UC San Diego Nobel Laureate Roger Tsien Dies at 64

Nobel Laureate Roger Tsien

Roger Tsien, a UC San Diego scientist who shared the 2008 Nobel Prize in chemistry for research that led to the development of fluorescent proteins used to illuminate tissue and track biological processes, has died, according to a statement from the university.

Tsien died on August 24 while bike-riding in Eugene, Oregon, a UCSD Health spokesman confirmed late Wednesday. Additional details about his death have not been revealed, however, and the circumstances remain unclear. He was 64, and had been a professor at the UC San Diego School of Medicine for 27 years.

The 2008 Nobel Prize in Chemistry was awarded to Tsien, Osamu Shimomura of the Marine Biological Laboratory in Woods Hole, MA, and Martin Chalfie, a biologist at Columbia University, “for the discovery and development of the green fluorescent protein, GFP.”

Shimomura showed how the jellyfish Aequorea victoria glowed bright green under ultraviolet light, and identified how a green fluorescent protein (GFP) made it possible. Chalfie showed how GFP could be used as a biological marker. Tsien found ways to make GFP glow more brightly and consistently, and went on to create fluorescent peptides in other colors, enabling scientists to track different cellular processes at the same time.

Various Fluoresing Proteins
Various Fluorescing Proteins

The fluorescing proteins they created made it possible for scientists to study changes in living cells and other organisms, illuminating cellular acidity and gene expression, among other things.

Tsien told Xconomy in a 2008 interview that he moved on to other areas of interest after developing some new applications for GFP in molecular biology. He compared himself to John C. Fremont, the 19th century explorer and mapmaker “who finds the pass but who is not the homesteading type.”

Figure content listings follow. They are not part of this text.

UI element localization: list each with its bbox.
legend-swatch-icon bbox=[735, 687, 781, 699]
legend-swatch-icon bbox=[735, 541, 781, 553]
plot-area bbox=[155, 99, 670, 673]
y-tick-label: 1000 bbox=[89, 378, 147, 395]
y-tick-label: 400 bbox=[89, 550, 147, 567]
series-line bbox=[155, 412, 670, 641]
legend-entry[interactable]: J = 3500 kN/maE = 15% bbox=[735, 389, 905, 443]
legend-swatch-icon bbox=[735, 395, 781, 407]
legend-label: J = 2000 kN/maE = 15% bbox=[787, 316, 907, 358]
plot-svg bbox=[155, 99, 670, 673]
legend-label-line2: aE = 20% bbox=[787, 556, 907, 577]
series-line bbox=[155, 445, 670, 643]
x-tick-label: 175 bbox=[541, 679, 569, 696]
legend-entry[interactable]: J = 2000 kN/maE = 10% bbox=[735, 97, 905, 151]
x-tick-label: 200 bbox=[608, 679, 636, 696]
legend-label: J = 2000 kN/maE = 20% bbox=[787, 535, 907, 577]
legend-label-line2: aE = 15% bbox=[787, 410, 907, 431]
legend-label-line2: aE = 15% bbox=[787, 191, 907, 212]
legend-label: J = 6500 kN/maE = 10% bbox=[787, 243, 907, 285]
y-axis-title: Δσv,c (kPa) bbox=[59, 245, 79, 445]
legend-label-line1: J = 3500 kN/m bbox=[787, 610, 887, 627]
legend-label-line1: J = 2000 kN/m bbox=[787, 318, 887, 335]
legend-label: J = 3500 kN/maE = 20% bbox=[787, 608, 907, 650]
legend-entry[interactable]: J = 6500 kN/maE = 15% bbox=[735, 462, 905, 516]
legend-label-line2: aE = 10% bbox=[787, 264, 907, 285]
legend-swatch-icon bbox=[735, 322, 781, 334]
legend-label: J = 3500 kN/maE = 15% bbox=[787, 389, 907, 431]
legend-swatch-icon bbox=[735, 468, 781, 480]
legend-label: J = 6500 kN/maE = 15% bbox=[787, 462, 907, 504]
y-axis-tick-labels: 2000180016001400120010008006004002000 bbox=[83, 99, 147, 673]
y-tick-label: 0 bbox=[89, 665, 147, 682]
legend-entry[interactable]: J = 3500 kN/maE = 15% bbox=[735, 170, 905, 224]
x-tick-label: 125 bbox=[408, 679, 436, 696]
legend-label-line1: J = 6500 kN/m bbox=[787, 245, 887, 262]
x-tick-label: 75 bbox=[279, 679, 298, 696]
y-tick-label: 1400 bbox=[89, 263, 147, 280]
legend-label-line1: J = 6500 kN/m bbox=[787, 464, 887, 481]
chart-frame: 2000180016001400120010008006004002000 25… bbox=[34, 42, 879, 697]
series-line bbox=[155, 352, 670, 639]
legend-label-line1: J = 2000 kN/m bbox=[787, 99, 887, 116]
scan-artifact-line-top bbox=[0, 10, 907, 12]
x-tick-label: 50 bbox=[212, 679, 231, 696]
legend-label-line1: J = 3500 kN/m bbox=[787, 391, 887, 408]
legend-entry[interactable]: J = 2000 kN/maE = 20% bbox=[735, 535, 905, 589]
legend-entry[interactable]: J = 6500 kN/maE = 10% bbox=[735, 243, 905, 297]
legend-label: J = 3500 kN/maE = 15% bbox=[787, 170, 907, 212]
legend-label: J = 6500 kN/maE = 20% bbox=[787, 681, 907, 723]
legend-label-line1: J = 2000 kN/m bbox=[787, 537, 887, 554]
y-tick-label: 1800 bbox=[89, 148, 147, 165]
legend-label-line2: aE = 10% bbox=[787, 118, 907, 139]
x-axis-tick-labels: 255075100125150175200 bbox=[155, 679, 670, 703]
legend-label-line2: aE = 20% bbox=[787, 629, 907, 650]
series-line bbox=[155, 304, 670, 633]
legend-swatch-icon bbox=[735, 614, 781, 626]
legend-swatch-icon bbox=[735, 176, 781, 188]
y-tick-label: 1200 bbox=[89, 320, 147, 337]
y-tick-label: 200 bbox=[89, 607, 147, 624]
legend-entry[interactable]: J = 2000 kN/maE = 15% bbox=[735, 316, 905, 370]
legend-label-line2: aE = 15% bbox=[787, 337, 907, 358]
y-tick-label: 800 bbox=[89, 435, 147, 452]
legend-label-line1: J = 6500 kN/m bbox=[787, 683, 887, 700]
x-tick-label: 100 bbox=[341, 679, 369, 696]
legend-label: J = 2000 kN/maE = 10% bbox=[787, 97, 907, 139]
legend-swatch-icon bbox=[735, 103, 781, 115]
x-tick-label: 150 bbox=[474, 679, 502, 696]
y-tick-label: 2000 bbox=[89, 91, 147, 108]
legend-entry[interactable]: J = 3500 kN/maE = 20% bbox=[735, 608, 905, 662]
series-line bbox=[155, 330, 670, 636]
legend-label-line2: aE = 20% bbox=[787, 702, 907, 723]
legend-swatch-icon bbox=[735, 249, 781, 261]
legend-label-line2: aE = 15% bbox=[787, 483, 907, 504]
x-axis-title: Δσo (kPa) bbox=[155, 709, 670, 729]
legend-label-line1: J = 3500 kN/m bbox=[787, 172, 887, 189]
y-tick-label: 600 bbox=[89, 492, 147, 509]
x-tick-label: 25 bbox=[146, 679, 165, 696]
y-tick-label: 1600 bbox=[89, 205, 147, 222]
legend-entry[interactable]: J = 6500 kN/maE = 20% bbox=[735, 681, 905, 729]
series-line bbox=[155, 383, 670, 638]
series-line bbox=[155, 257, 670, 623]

In the statement released by UC San Diego, chancellor Pradeep Khosla said, every honor Tsien received was “justly deserved, and always received with humility.”

In 2009, Tsien and Kevin Kinsella of Avalon Ventures founded San Diego’s Avelas Biosciences to develop fluorescent proteins that change color in the presence of cancer cells. The technology, which has advanced into early clinical trials for breast cancer, is meant to make it easier for surgeons to identify and remove tumors and metastatic tissue.

Avelas also has been developing a method to potentially deliver toxic chemotherapy drugs inside cancer cells.

After forming Avelas, Tsien went on at UC San Diego to develop an injectable fluorescent protein that illuminates hard-to-identify peripheral nerves in mice. The technique, if successful, could enable surgeons to avoid nerves when removing damaged or cancerous tissues.

Author: Bruce V. Bigelow

In Memoriam: Our dear friend Bruce V. Bigelow passed away on June 29, 2018. He was the editor of Xconomy San Diego from 2008 to 2018. Read more about his life and work here. Bruce Bigelow joined Xconomy from the business desk of the San Diego Union-Tribune. He was a member of the team of reporters who were awarded the 2006 Pulitzer Prize in National Reporting for uncovering bribes paid to San Diego Republican Rep. Randy “Duke” Cunningham in exchange for special legislation earmarks. He also shared a 2006 award for enterprise reporting from the Society of Business Editors and Writers for “In Harm’s Way,” an article about the extraordinary casualty rate among employees working in Iraq for San Diego’s Titan Corp. He has written extensively about the 2002 corporate accounting scandal at software goliath Peregrine Systems. He also was a Gerald Loeb Award finalist and National Headline Award winner for “The Toymaker,” a 14-part chronicle of a San Diego start-up company. He takes special satisfaction, though, that the series was included in the library for nonfiction narrative journalism at the Nieman Foundation for Journalism at Harvard University. Bigelow graduated from U.C. Berkeley in 1977 with a degree in English Literature and from the Columbia University Graduate School of Journalism in 1979. Before joining the Union-Tribune in 1990, he worked for the Associated Press in Los Angeles and The Kansas City Times.